Tuesday, February 16, 2010

Collaboration (Hansen): Part 5

This is a cross-post from my blog on the military Social Media tool milBook.

This will be the fifth (and last) part of an overview of the book Collaboration: How Leaders Avoid the Traps, Create Unity, and Reap Big Results ©  2009 by Morten T. Hansen.  This post focuses on Chapter 6 Lever 3: Build Nimble Networks.

By way of review, leaders follow three steps to accomplish disciplined collaboration:

1. Evaluate Opportunities for Collaboration

2. Spot Barriers to Collaboration

3. Tailor Collaboration Solutions

The three levers used by leaders to tailor collaboration solutions are:

1. Unify People

2. Cultivate T-Shaped Management

3. Build Nimble Networks

Lever 3: Build Nimble Networks

Collaborative organizations run on networks, those informal working relationships among people that cut across formal lines of reporting. If the formal org chart shows how work is divided into pieces, networks reveal the informal organization- how people actually work together.

However, networks- or wrong ideas about them- often get in the way of disciplined collaboration. To better understand how networks can help collaboration, these myths must first be dispensed with:

- Networking is always a good thing: The idea that networking is necessarily a good thing can cause us to overlook the fact that networks can sometimes undermine performance.
- The more the merrier: Research shows that "the more, the merrier" does not necessarily yield the best results, at least not when it comes to networking in business, because networking is costly.
- Success goes to the socially gifted: Research shows that personal traits related to being socially gifted, such as being extroverts, do not determine whether people are effective networkers. Good networkers can be found everywhere. They can be introverts or extroverts, shy or gregarious, insecure or cocky.
- Networking is an art: People believe that networks belong to the realm of company life that cannot be pinned down, but recent advances in the social science of networks have changed that premise. With the help of this social science networks can not only be measured but also better managed.

For the leader demanding disciplined collaboration, the first thing to ask is "What are networks good for?" First, they help people identify opportunities- a technology, an idea, an expert, a collaboration partner. Second, networks help people capture value; people realize benefits from the resources they have identified.

These network benefits reduce barriers to collaboration. Networks reduce all four barriers outlined earlier, although to different degrees:

The not-invented-here barrier: Networks can help reduce a reluctance to communicate outside the organization, because people who interact with others tend to be more open to input from the outside world.
The search barrier: Networks can have a huge impact by helping people search better.
The hoarding barrier: Networks can help people overcome the hoarding barrier somewhat, because people are more willing to help those they know.
The transfer barrier: Good networks can lower transfer problems. Good relationships among colleagues help overcome the difficulty of passing along complicated knowledge people need to do their work.

Six Network Rules

Six network rules help people identify opportunities and capture value. Here are the four rules for identifying opportunities:

- Build outward, not inward
- Build diversity, not size
- Build weak ties, not strong ones
- Use bridges, not familiar faces


Here are two rules for capturing value:

- Swarm the target: do not go it alone
- Switch to strong ties; do not rely on weak ones


Pursuing the six network rules allows leaders to build nimble networks that are effective and do not waste people's time. Such networks follow the principle of disciplined collaboration. The rules help people identify opportunities and capture value from those opportunities. Leaders can apply these rules to their organizations; three steps help:

- Map the network
- Evaluate the network
- Tailor the intervention


Managing company networks has evolved from an art to a science: we know a lot about what makes networks work and how they can help disciplined collaboration. Networks are manageable: managers can collect network data, assess it based on network rules, and implement specific remedies. Leaders who pursue disciplined collaboration retire aimless networking luncheons and annual networking retreats and apply the six network rules in a scientific way.

I highly recommend this book for any KM professional or leader. The insights that Hansen puts forth should benefit any organization that implements them using the methods outlined.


The required output is the line containing "Resolution: (1024, 983). Locate 'shorts'." and every line after it, transcribed exactly through the end of the data below.

Stored items from a collection:
───
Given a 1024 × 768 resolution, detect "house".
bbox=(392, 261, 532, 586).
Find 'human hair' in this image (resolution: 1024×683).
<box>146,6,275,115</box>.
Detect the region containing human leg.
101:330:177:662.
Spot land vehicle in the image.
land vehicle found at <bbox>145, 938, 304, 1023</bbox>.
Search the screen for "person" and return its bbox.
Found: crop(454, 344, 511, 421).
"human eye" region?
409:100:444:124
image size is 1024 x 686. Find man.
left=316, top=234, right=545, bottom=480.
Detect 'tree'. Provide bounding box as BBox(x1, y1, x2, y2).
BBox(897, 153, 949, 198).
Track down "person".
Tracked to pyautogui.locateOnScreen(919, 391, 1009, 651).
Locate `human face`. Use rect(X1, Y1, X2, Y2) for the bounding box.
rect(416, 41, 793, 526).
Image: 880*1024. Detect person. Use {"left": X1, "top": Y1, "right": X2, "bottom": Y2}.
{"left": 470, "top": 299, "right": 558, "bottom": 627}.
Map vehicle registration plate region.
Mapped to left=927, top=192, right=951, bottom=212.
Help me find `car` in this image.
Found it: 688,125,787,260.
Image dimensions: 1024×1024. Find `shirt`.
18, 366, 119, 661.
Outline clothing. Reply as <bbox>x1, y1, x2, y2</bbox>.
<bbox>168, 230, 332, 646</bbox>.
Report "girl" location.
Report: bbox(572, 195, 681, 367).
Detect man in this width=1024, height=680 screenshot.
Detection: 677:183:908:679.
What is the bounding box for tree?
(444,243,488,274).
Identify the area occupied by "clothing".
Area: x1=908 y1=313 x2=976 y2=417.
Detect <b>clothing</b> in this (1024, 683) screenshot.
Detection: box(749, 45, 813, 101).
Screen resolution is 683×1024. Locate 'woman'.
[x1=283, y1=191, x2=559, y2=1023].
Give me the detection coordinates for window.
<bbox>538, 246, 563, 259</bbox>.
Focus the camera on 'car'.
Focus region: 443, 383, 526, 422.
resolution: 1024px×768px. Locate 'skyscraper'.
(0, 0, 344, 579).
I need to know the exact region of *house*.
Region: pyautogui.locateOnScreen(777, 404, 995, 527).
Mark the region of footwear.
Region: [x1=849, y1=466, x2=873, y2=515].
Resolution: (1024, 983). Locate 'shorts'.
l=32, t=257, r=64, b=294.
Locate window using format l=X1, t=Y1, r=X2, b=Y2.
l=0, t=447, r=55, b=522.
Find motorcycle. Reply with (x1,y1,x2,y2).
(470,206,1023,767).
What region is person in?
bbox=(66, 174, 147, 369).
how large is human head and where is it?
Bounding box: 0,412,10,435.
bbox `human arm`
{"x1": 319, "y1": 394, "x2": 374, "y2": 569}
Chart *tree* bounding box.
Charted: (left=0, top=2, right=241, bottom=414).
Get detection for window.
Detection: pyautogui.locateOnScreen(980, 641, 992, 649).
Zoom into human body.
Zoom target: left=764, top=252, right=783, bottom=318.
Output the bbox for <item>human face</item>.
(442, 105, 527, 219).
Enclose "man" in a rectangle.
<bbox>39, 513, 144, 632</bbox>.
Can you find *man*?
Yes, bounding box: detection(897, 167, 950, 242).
───
Answer to the exercise ::
Resolution: (1024, 983). Locate 'shorts'.
l=32, t=257, r=64, b=294.
Locate window using format l=X1, t=Y1, r=X2, b=Y2.
l=0, t=447, r=55, b=522.
Find motorcycle. Reply with (x1,y1,x2,y2).
(470,206,1023,767).
What region is person in?
bbox=(66, 174, 147, 369).
how large is human head and where is it?
Bounding box: 0,412,10,435.
bbox `human arm`
{"x1": 319, "y1": 394, "x2": 374, "y2": 569}
Chart *tree* bounding box.
Charted: (left=0, top=2, right=241, bottom=414).
Get detection for window.
Detection: pyautogui.locateOnScreen(980, 641, 992, 649).
Zoom into human body.
Zoom target: left=764, top=252, right=783, bottom=318.
Output the bbox for <item>human face</item>.
(442, 105, 527, 219).
Enclose "man" in a rectangle.
<bbox>39, 513, 144, 632</bbox>.
Can you find *man*?
Yes, bounding box: detection(897, 167, 950, 242).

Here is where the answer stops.